Case Study: Family & Individuals Wealth Management
November 27, 2019

Please remember that all clients are different and individual suitability should be determined. These case studies are presented as information only; actual results may vary. It is not our position to offer legal or tax advice. Seek the advice of a professional advisor prior to making a tax-related investment and/or insurance decision.

Bill, 70, is a senior partner at a prominent law firm. He and his wife, 70 year old Mary, have two sons and four grandchildren. Both sons are successful themselves and don’t need their parents’ assets. Although Bill and Mary have Unified Credit Trust wills, there are no generation-skipping provisions.

Bill has a law firm pension of $140,000 per year with 65% survivor annuity if he predeceases Mary. Their assets are jointly owned, except for Bill’s $800,000 of financial assets outside of retirement plans and Mary’s $40,000 IRA (although Mary is the beneficiary of all of Bill’s retirement plans and IRA assets). Their net worth of $13.8 million is broken down as follows:

 

  • $3.8 million in IRAs and Bill’s law firm retirement plan
  • $5 million in residential real estate- a city home and a country home
  • $4 million in stocks, bonds, mutual funds and cash outside of the retirement plans
  • $1 million of life insurance (owned by Bill) with a decreasing cash value.

Concerns

  • Retirement plans/IRAs may be subject to 70% or more taxation at death, inclusive of federal estate taxes, state inheritance taxes and income taxes.
  • Inadequate liquidity: $4 million to settle approximately $5-6 million in estate settlement costs, inclusive of death taxes, income tax on retirement plans/IRAs and costs of estate administration, without having to crack open retirement plans/IRAs.
  • Mary does not need more of Bill’s retirement plan and IRAs. She has adequate resources from his pension, Social Security and the $4 million other financial assets.
  • If Mary predeceases Bill, there will be two adverse consequences:
    1. Her Unified Credit will likely be lost, since she has no assets in her name (except for her IRA) and
    2. The family will lose the ability to stretch out the income taxation of the retirement plan/IRAs over the children’s or grandchildren’s lifetimes.
  • Up to 46% in estate taxes at Bill/Mary’s deaths, followed by up to another 46% tax if the sons die, could result in over 70% taxation of each dollar Bill has worked so hard to earn. All of the estate taxes on the life insurance and most taxes on the residential real estate could be avoided with proper planning.

Potential Solutions

  • Current pension laws dictate that the distribution pattern of Bill’s retirement plan/IRA assets would be locked in” based on the beneficiary designation as of April 1 of the year after Bill’s death. By March 31, we had established six separate accounts, with each son and grandchild the beneficiary of one account.
  • Mary remained beneficiary of $800,000 of Bill’s retirement plan, which Bill and Mary will draw down first through required minimum distributions (RMDs) allowing the other accounts to grow.
  • This carves out for the children and grandchildren also reduced the RMD for the first taxes and allowed for continued tax-deferred growth of the difference.
  • The $200,000 carved out for each grandchild is expected to yield more than $12,000,000 over the grandchild’s lifetime (6% return).
  • Replaced Bill’s existing life insurance with $3.5 million of survivorship life insurance owned by an estate tax-free irrevocable trust. This solves the estate liquidity shortfalls. Bill and Mary will gift to the trust each year and the trust will pay the premium. The trust is generation-skipping (ultimately, the trust assets will distribute to the grandchildren or great-grandchildren, skipping taxes).
  • Retitled joint assets to Mary’s name to fund her Unified Credit Trust and included provisions on new wills to take advantage of generation-skipping tax at sons’ deaths.
  • Exemption will occur at Bill and Mary’s deaths, avoiding the second estate tax of up to 46%.
  • Created four Qualified Personal Residence Trusts (QPRTs) to transfer both homes out of the taxable estate for one-quarter of the value, assuming the trusts mature.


In full and unchanged, set down the entries that follow, with no images.

## TASK MATERIAL
=== Begin Enclosure ===
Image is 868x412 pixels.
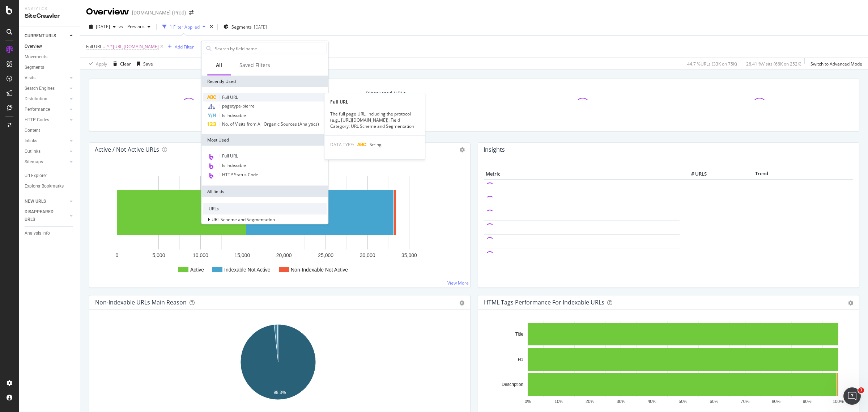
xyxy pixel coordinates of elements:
text: 20,000 [277,252,292,258]
div: 44.7 % URLs ( 33K on 75K ) [687,61,737,67]
a: NEW URLS [24,197,68,205]
div: Full URL [325,99,425,105]
span: ^.*[URL][DOMAIN_NAME] [107,41,159,52]
text: Non-Indexable Not Active [291,267,348,273]
text: Description [502,382,523,387]
span: = [103,44,106,49]
div: 26.41 % Visits ( 66K on 252K ) [746,61,802,67]
button: Apply [86,58,107,69]
input: Search by field name [214,43,326,54]
a: Performance [24,106,68,113]
div: Url Explorer [24,172,47,180]
div: Overview [24,43,42,50]
div: Save [143,61,153,67]
a: Movements [24,53,75,61]
text: 90% [803,399,812,404]
a: Sitemaps [24,158,68,166]
th: Trend [709,169,815,180]
a: Analysis Info [24,230,75,237]
span: 1 [859,387,864,393]
span: DATA TYPE: [330,142,354,147]
div: Outlinks [24,147,41,155]
div: Explorer Bookmarks [24,182,64,190]
a: Explorer Bookmarks [24,182,75,190]
div: The full page URL, including the protocol (e.g., [URL][DOMAIN_NAME]). Field Category: URL Scheme ... [325,111,425,129]
div: Switch to Advanced Mode [811,61,862,67]
text: 98.3% [273,390,286,395]
text: 25,000 [318,252,333,258]
text: Indexable Not Active [225,267,270,273]
button: Clear [110,58,131,69]
text: 0% [525,399,531,404]
span: vs [119,24,124,29]
div: Analysis Info [24,230,50,237]
div: [DOMAIN_NAME] (Prod) [132,9,187,16]
text: Title [516,331,524,337]
div: Distribution [24,95,47,103]
a: Visits [24,74,68,82]
text: 80% [772,399,781,404]
button: Segments[DATE] [221,21,270,33]
a: Content [24,127,75,134]
div: All fields [202,186,328,197]
a: Distribution [24,95,68,103]
span: Is Indexable [222,112,246,118]
a: DISAPPEARED URLS [24,208,68,223]
text: 50% [679,399,687,404]
span: pagetype-pierre [222,103,255,109]
span: HTTP Status Code [222,172,258,177]
div: Discovered URLs [365,89,406,97]
div: Add Filter [174,44,194,50]
h4: Active / Not Active URLs [95,144,159,154]
a: CURRENT URLS [24,32,68,40]
a: Search Engines [24,84,68,92]
text: 15,000 [235,252,250,258]
div: Saved Filters [240,62,270,69]
div: A chart. [484,321,849,406]
div: URLs [203,203,327,215]
a: View More [448,280,469,286]
text: 20% [586,399,594,404]
div: NEW URLS [24,197,46,205]
div: arrow-right-arrow-left [189,10,194,15]
div: CURRENT URLS [24,32,56,40]
a: Inlinks [24,137,68,144]
div: Non-Indexable URLs Main Reason [95,298,187,306]
div: All [216,62,222,69]
button: Previous [124,21,154,33]
text: 60% [710,399,719,404]
text: 10% [555,399,563,404]
svg: A chart. [95,169,461,282]
text: 30,000 [360,252,375,258]
div: [DATE] [254,24,267,30]
span: Segments [232,24,252,30]
th: # URLS [680,169,709,180]
div: gear [460,300,465,305]
span: Full URL [86,44,102,49]
div: DISAPPEARED URLS [24,208,61,223]
div: Recently Used [202,76,328,87]
div: Performance [24,106,50,113]
button: [DATE] [86,21,119,33]
div: 1 Filter Applied [169,24,199,30]
div: Visits [24,74,36,82]
h4: Insights [483,144,505,154]
div: Apply [96,61,107,67]
a: Outlinks [24,147,68,155]
svg: A chart. [95,321,461,406]
div: times [208,23,214,30]
div: SiteCrawler [24,12,74,20]
div: Most Used [202,134,328,146]
div: Clear [120,61,131,67]
text: 40% [648,399,656,404]
text: H1 [518,357,524,362]
a: HTTP Codes [24,116,68,124]
span: Is Indexable [222,162,246,168]
th: Metric [484,169,680,180]
button: Switch to Advanced Mode [808,58,862,69]
text: 35,000 [402,252,417,258]
text: Active [190,267,204,273]
text: 5,000 [152,252,165,258]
=== End Enclosure ===
## RESULT FOR THIS EXERCISE
Image is 868x412 pixels.
xyxy pixel coordinates of elements:
text: 20,000 [277,252,292,258]
div: 44.7 % URLs ( 33K on 75K ) [687,61,737,67]
a: NEW URLS [24,197,68,205]
div: Full URL [325,99,425,105]
span: ^.*[URL][DOMAIN_NAME] [107,41,159,52]
text: Non-Indexable Not Active [291,267,348,273]
text: Description [502,382,523,387]
span: = [103,44,106,49]
div: 26.41 % Visits ( 66K on 252K ) [746,61,802,67]
button: Apply [86,58,107,69]
input: Search by field name [214,43,326,54]
a: Performance [24,106,68,113]
div: Url Explorer [24,172,47,180]
div: Overview [24,43,42,50]
div: Save [143,61,153,67]
a: Movements [24,53,75,61]
text: 90% [803,399,812,404]
a: Sitemaps [24,158,68,166]
th: Trend [709,169,815,180]
a: Analysis Info [24,230,75,237]
span: 1 [859,387,864,393]
span: DATA TYPE: [330,142,354,147]
div: Outlinks [24,147,41,155]
div: Explorer Bookmarks [24,182,64,190]
a: Explorer Bookmarks [24,182,75,190]
div: The full page URL, including the protocol (e.g., [URL][DOMAIN_NAME]). Field Category: URL Scheme ... [325,111,425,129]
div: Switch to Advanced Mode [811,61,862,67]
text: 98.3% [273,390,286,395]
text: 25,000 [318,252,333,258]
text: Indexable Not Active [225,267,270,273]
button: Clear [110,58,131,69]
text: 0% [525,399,531,404]
span: vs [119,24,124,29]
div: Analysis Info [24,230,50,237]
div: [DOMAIN_NAME] (Prod) [132,9,187,16]
text: Title [516,331,524,337]
div: Distribution [24,95,47,103]
a: Visits [24,74,68,82]
text: 80% [772,399,781,404]
button: Segments[DATE] [221,21,270,33]
a: Content [24,127,75,134]
div: All fields [202,186,328,197]
a: Distribution [24,95,68,103]
span: Is Indexable [222,112,246,118]
a: DISAPPEARED URLS [24,208,68,223]
text: 50% [679,399,687,404]
span: pagetype-pierre [222,103,255,109]
span: HTTP Status Code [222,172,258,177]
div: Discovered URLs [365,89,406,97]
div: Add Filter [174,44,194,50]
h4: Active / Not Active URLs [95,144,159,154]
a: CURRENT URLS [24,32,68,40]
a: Search Engines [24,84,68,92]
text: 15,000 [235,252,250,258]
div: Saved Filters [240,62,270,69]
div: A chart. [484,321,849,406]
div: URLs [203,203,327,215]
a: View More [448,280,469,286]
text: 20% [586,399,594,404]
div: NEW URLS [24,197,46,205]
div: arrow-right-arrow-left [189,10,194,15]
div: CURRENT URLS [24,32,56,40]
a: Inlinks [24,137,68,144]
div: Non-Indexable URLs Main Reason [95,298,187,306]
div: All [216,62,222,69]
button: Previous [124,21,154,33]
text: 60% [710,399,719,404]
text: 10% [555,399,563,404]
svg: A chart. [95,169,461,282]
text: 30,000 [360,252,375,258]
div: [DATE] [254,24,267,30]
span: Segments [232,24,252,30]
th: # URLS [680,169,709,180]
div: gear [460,300,465,305]
span: Full URL [86,44,102,49]
div: DISAPPEARED URLS [24,208,61,223]
div: Recently Used [202,76,328,87]
div: Performance [24,106,50,113]
button: [DATE] [86,21,119,33]
div: 1 Filter Applied [169,24,199,30]
div: Visits [24,74,36,82]
h4: Insights [483,144,505,154]
div: Apply [96,61,107,67]
a: Outlinks [24,147,68,155]
svg: A chart. [95,321,461,406]
div: times [208,23,214,30]
div: SiteCrawler [24,12,74,20]
div: Most Used [202,134,328,146]
div: Clear [120,61,131,67]
text: 40% [648,399,656,404]
text: H1 [518,357,524,362]
a: HTTP Codes [24,116,68,124]
span: Is Indexable [222,162,246,168]
th: Metric [484,169,680,180]
button: Switch to Advanced Mode [808,58,862,69]
text: 35,000 [402,252,417,258]
text: Active [190,267,204,273]
text: 5,000 [152,252,165,258]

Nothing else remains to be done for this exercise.